Alexis de Tocqueville's (1805-1859) socio democratic and economic insight has fascinated people since his publication....

 
 
de Tocqueville's well known portrait.
 
 
 

Firstly….

From ‘How democracy affects the relations of masters and servants’….

 

 

No societies have ever yet existed in which social conditions have been so equal that there were neither rich nor poor, and consequently neither masters nor servants. Democracy does not prevent the existence of these two classes, but it changes their dispositions, and modifies their relations.

 
 
 
 

Secondly….

From ‘The principle source of belief among the democratic nations’....

 

 

At different periods dogmatic beliefs are more or less abundant. They arise in different ways, and may change their object or form; but under no circumstances will dogmatic belief cease to exist. Or, in other words, men will never cease to hold some implicit options without subjecting them to actual discussion. If everyone undertook to form his own opinions and to seek for truth by isolated paths struck out by himself alone, it is not to be supposed that any considerable number of men would ever unite in any common belief.

But obviously without such common belief no society can subsist. For without ideas held in common, there is no common action, and without common action, there may still be men, but there is no social body. In order that society should exist, and, a fortiori, that a society should prosper, it is necessary that all the minds of the citizens should be rallied and held together by certain predominant ideas. And this cannot be the case unless each of them sometimes draws his opinions from the common source, and consents to accept certain matters of belief at the hands of the community.

 
 
 
 

Thirdly....

From 'Literary characteristics of democratic ages'....

 

 

….There is hardly a pioneer’s hut which does not contain a few odd volumes of Shakespeare. I remember that I read the feudal play of Henry V for the first time in a log house….

 
 
 
 

Fourthwhile.…

From 'Blunders of the revolutionaries'....

 

 

….they pretended to lay down the law to…. [their nation] ….at the very time that they were placing themselves at its disposal. Instead of opening out their ranks after the victory, they jealously closed them up, and seemed, in one word, to be striving to solve this insoluble problem, namely, how to govern through the majority and yet against its inclination.

 
 
 
 

Lastly.…

From 'Individualism in democratic countries'....

 

 

Egotism blights the germ of all virtue: individualism, at first, only saps the virtues of public life; but, in the long run, it attacks and destroys all others, and is at length absorbed in downright egotism. Egotism is a vice as old as the world, which does not belong to one form of society more than to another: individualism is of democratic origin, and it threatens to spread in the same ratio as the equality of conditions.

 
 
 
 

As a reply to de Tocqueville, Zakaria of New York, NY (in 2003) wrote....

From ‘The Future of Freedom’....

 

 

America was now openly bourgeois and proud of it. Days after arriving in the United States in 1831, Tocqueville noted in his diary that in America ‘the whole society seems to have melted into a middle class.’

The American path to liberal democracy was exceptional. Most countries don’t begin their national experience as a new society without a feudal past….

He noted that de Tocqueville observed…. that ‘Americans…. have arrived at a state of democracy without having to endure a democratic revolution…. They are born equal without having to become equal.’

 
 
 
 
 
 

 

I agree with all de Tocqueville’s words, but disagree a little, little with Zakaria’s merge.
 
Please tell me what you think of either.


* **Task brief**
Nothing but the lines below from the one that contains "Identify the location of div: Just" through the one that contains "Task: Click on the li: Filters" should be retyped, exactly and including both ends. Do not include pictures.
○ ○ ○ ○
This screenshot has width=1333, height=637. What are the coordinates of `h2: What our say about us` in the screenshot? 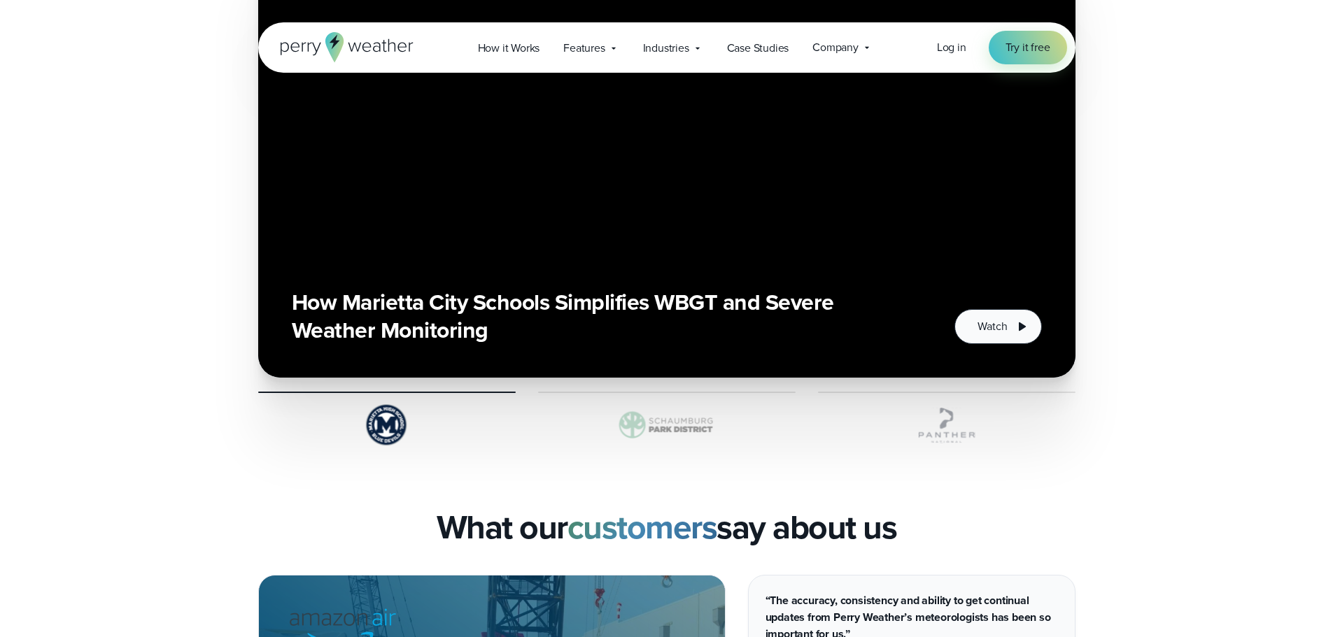 It's located at (667, 528).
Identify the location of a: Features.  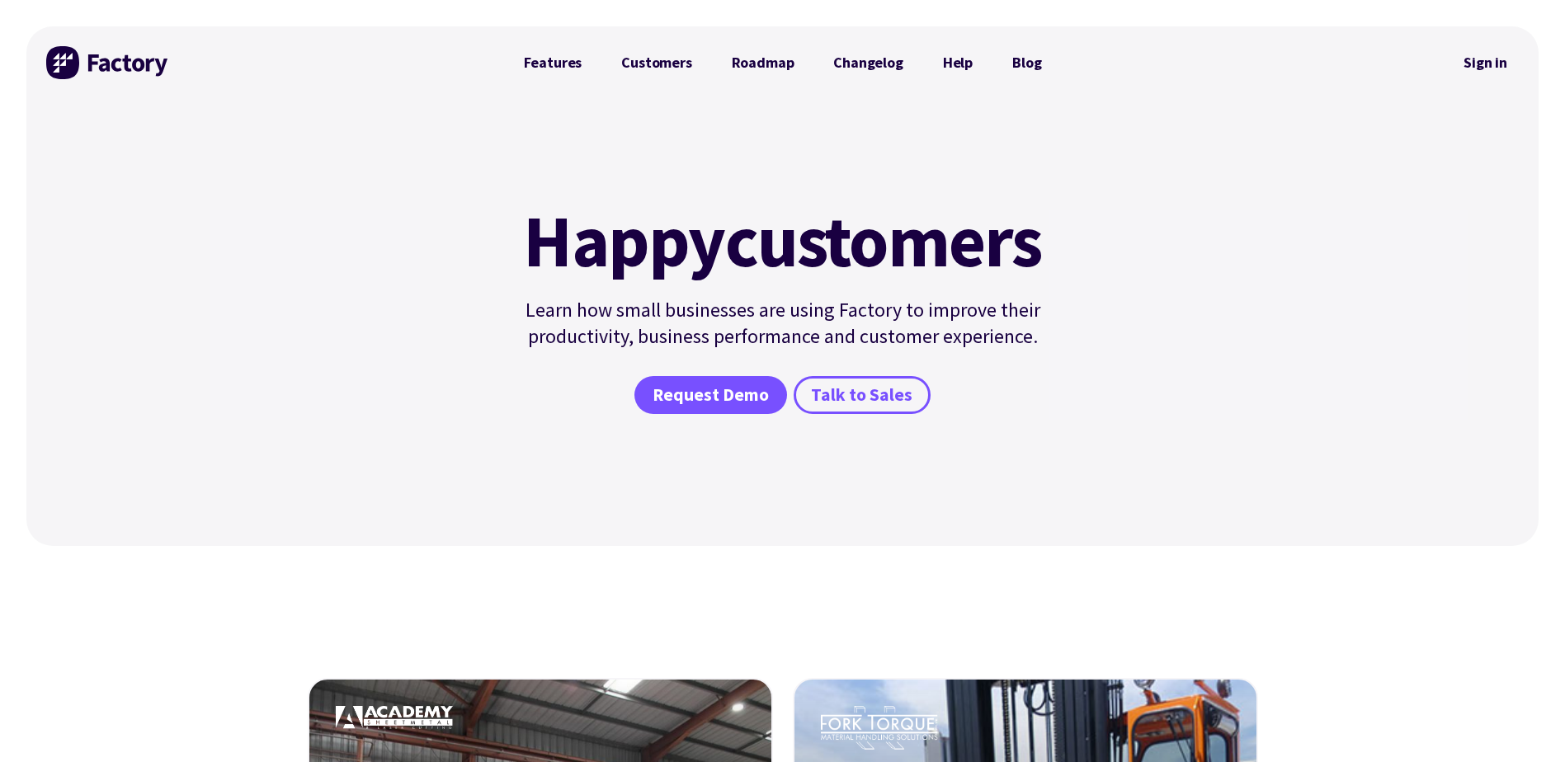
(553, 63).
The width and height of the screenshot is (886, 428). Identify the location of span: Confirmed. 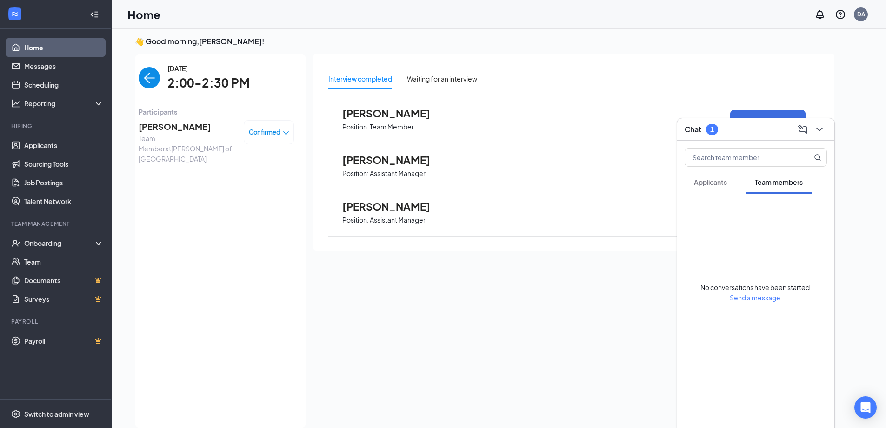
(265, 132).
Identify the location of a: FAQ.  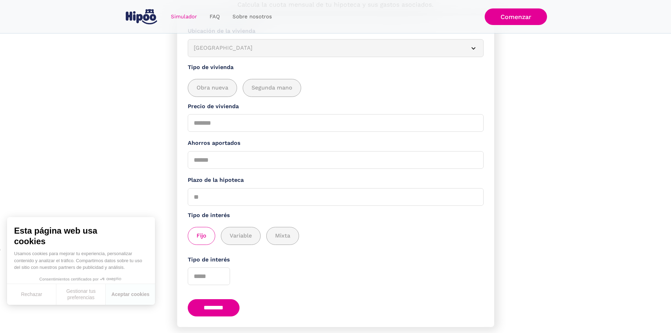
(215, 17).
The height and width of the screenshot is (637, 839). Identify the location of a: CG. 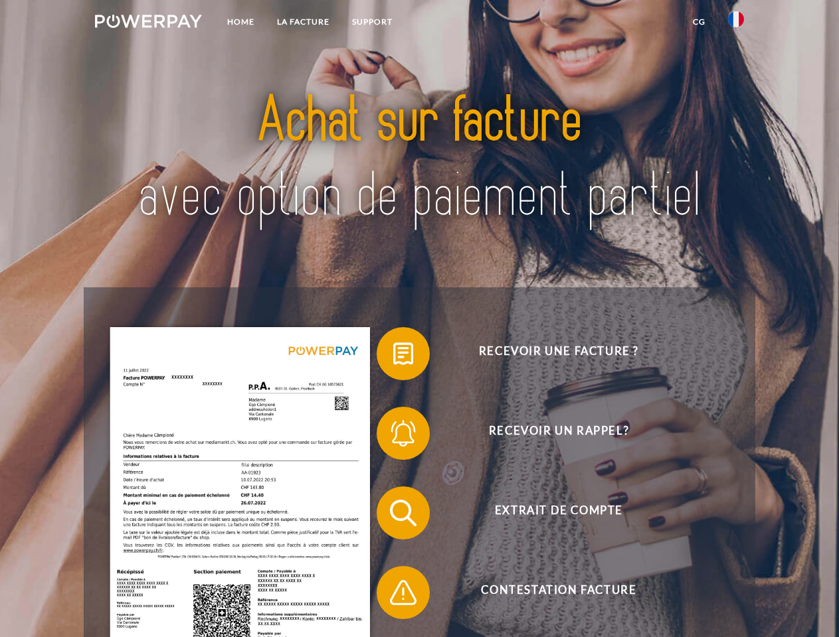
(698, 22).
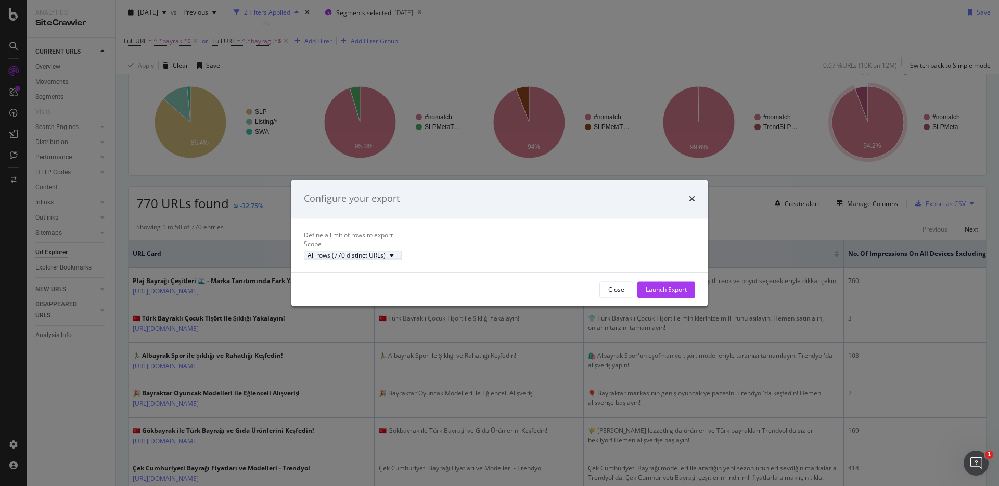 This screenshot has width=999, height=486. What do you see at coordinates (666, 289) in the screenshot?
I see `div: Launch Export` at bounding box center [666, 289].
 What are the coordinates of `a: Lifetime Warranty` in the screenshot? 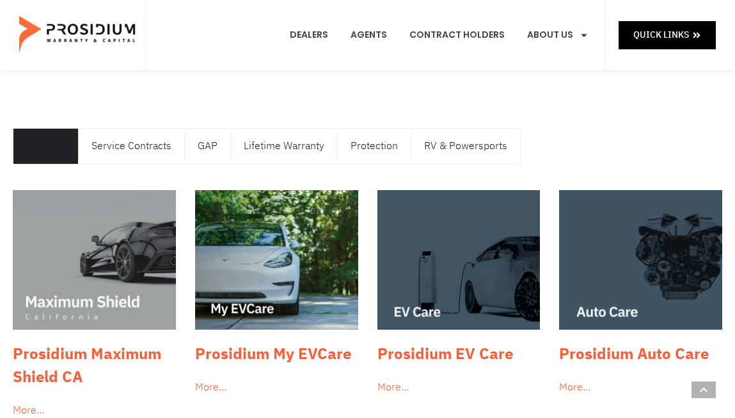 It's located at (284, 146).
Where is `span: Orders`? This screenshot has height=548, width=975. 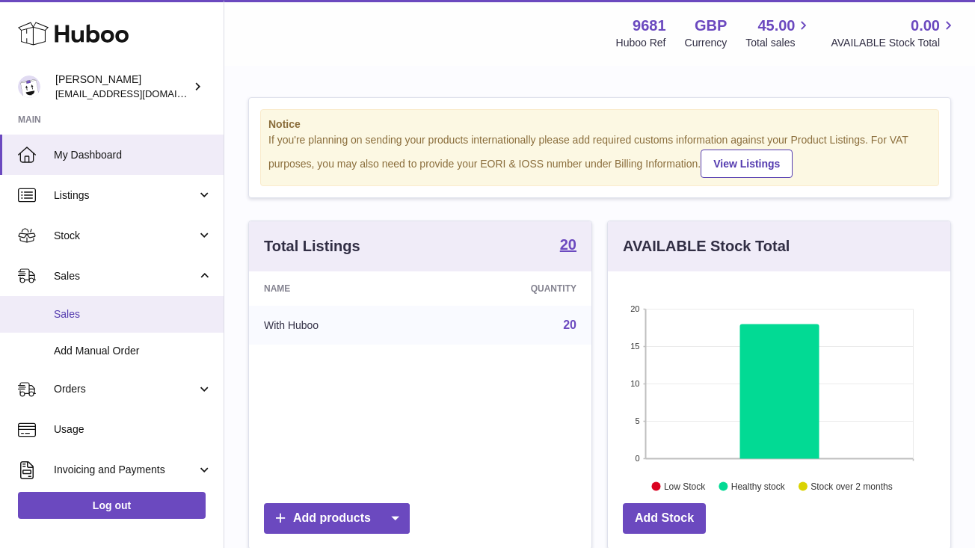
span: Orders is located at coordinates (125, 389).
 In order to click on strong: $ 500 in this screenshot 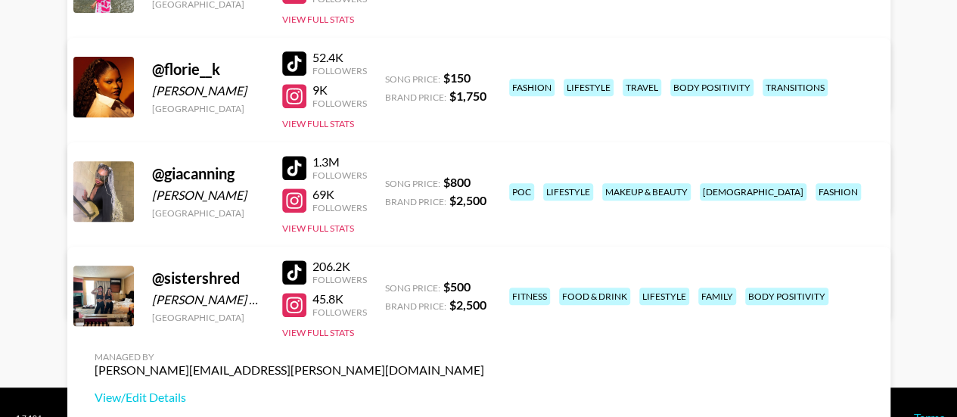, I will do `click(457, 286)`.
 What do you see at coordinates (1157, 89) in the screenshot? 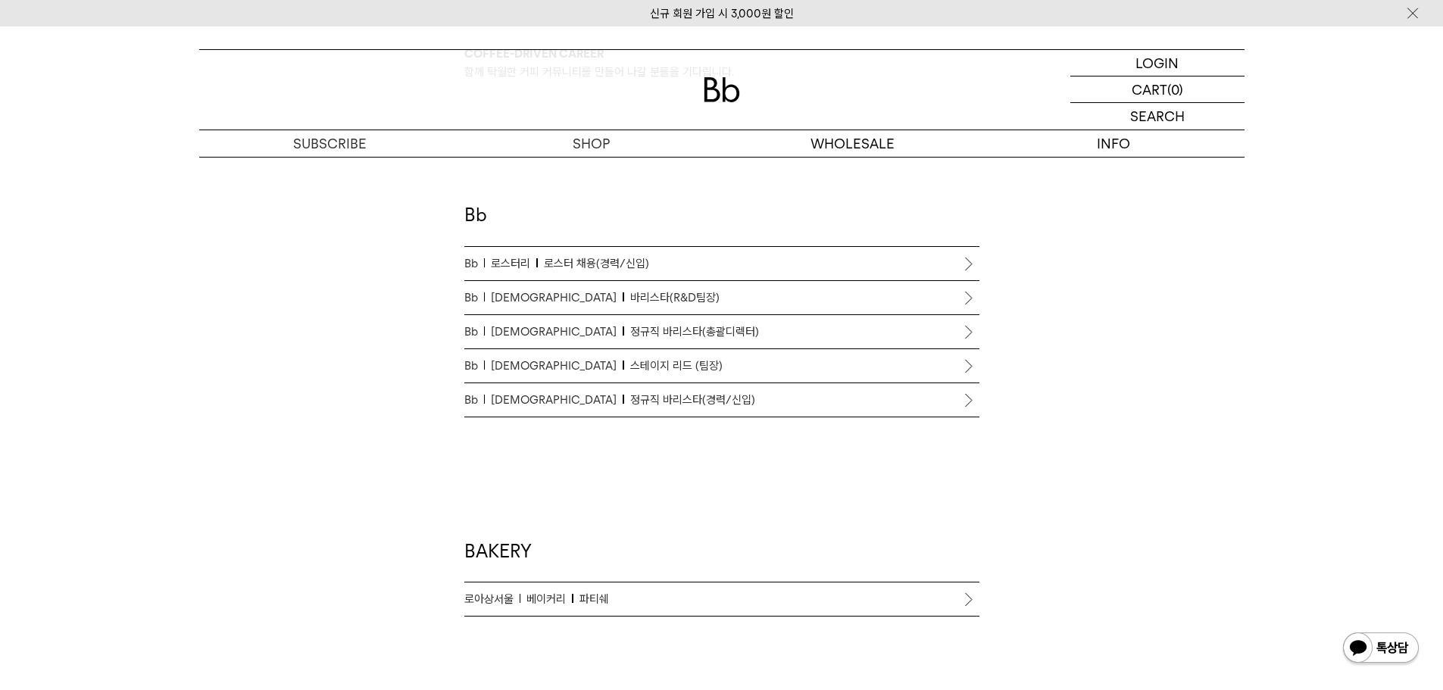
I see `a: CART (0)` at bounding box center [1157, 89].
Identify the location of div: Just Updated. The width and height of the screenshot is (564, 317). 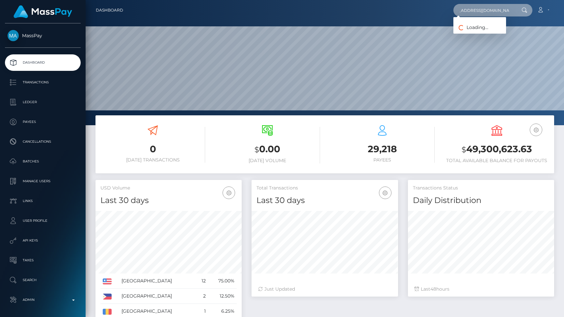
(325, 289).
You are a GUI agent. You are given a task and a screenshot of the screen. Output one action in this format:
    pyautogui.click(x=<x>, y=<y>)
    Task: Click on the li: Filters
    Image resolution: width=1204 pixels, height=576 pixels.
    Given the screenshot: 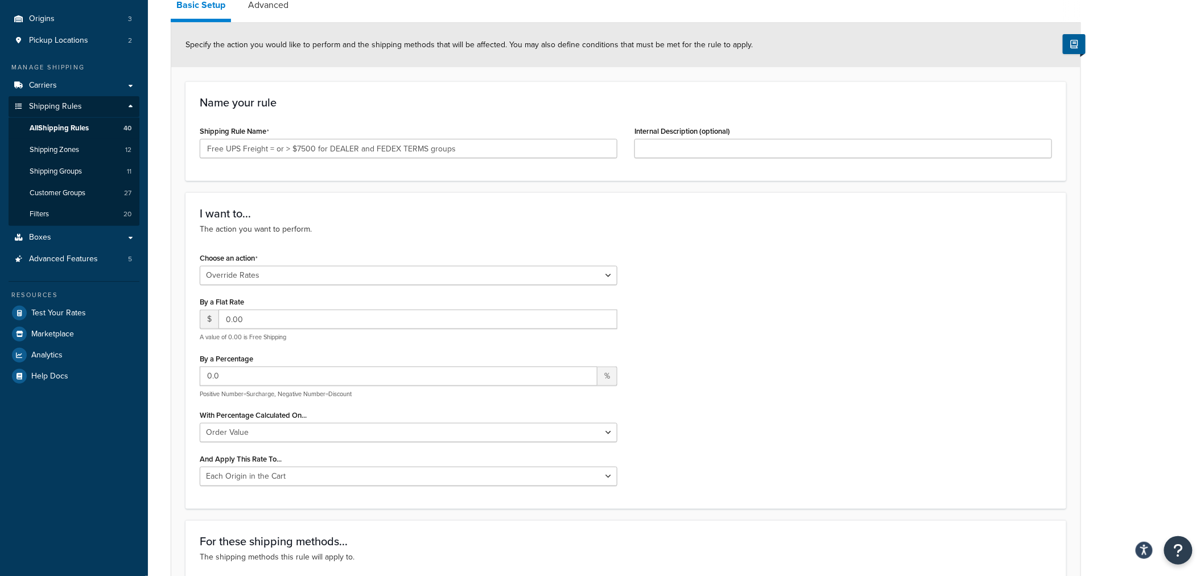 What is the action you would take?
    pyautogui.click(x=74, y=214)
    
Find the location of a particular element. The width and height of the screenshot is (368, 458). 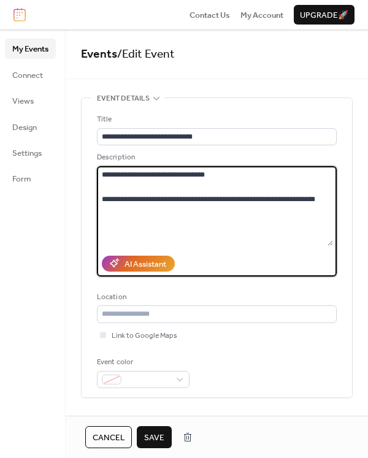

span: Link to Google Maps is located at coordinates (144, 336).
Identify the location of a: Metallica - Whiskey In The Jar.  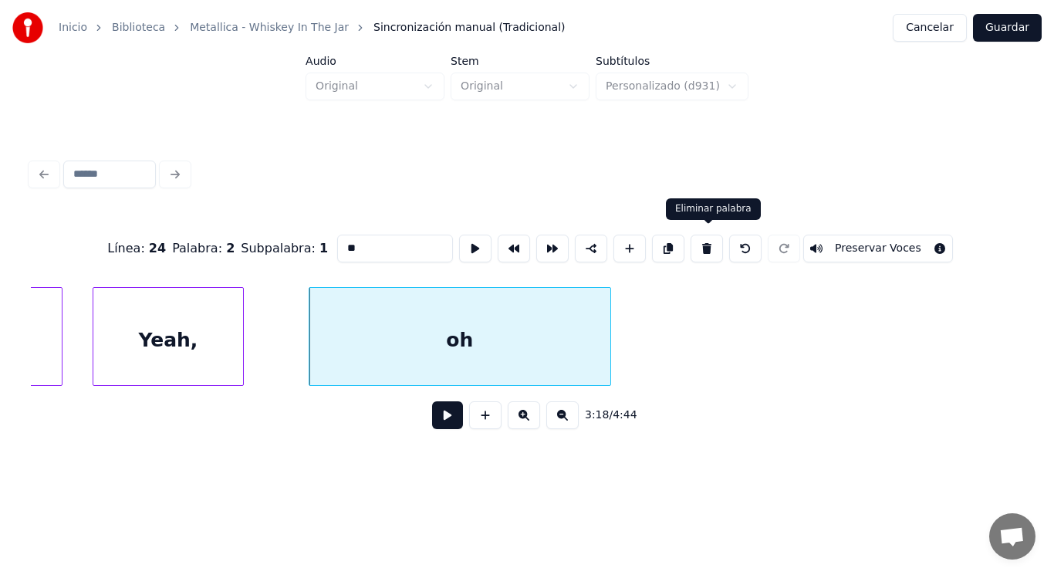
(269, 28).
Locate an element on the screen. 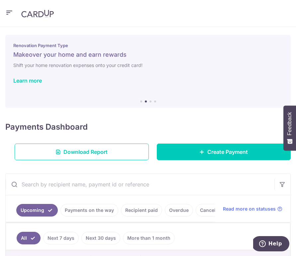  h4: Payments Dashboard is located at coordinates (47, 127).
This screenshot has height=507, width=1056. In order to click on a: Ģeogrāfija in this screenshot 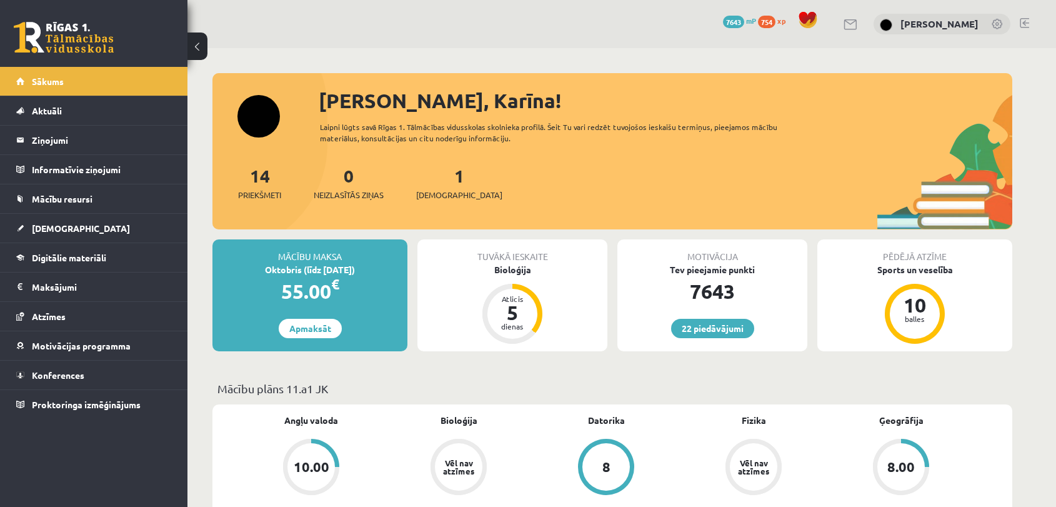, I will do `click(901, 420)`.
○ ○ ○ ○
* **Answer**
Identify the location of div: Just Updated. The width and height of the screenshot is (564, 317). 
(325, 289).
You are a GUI agent. You are given a task and a screenshot of the screen. Output one action in this format:
    pyautogui.click(x=<x>, y=<y>)
    Task: Click on the li: Filters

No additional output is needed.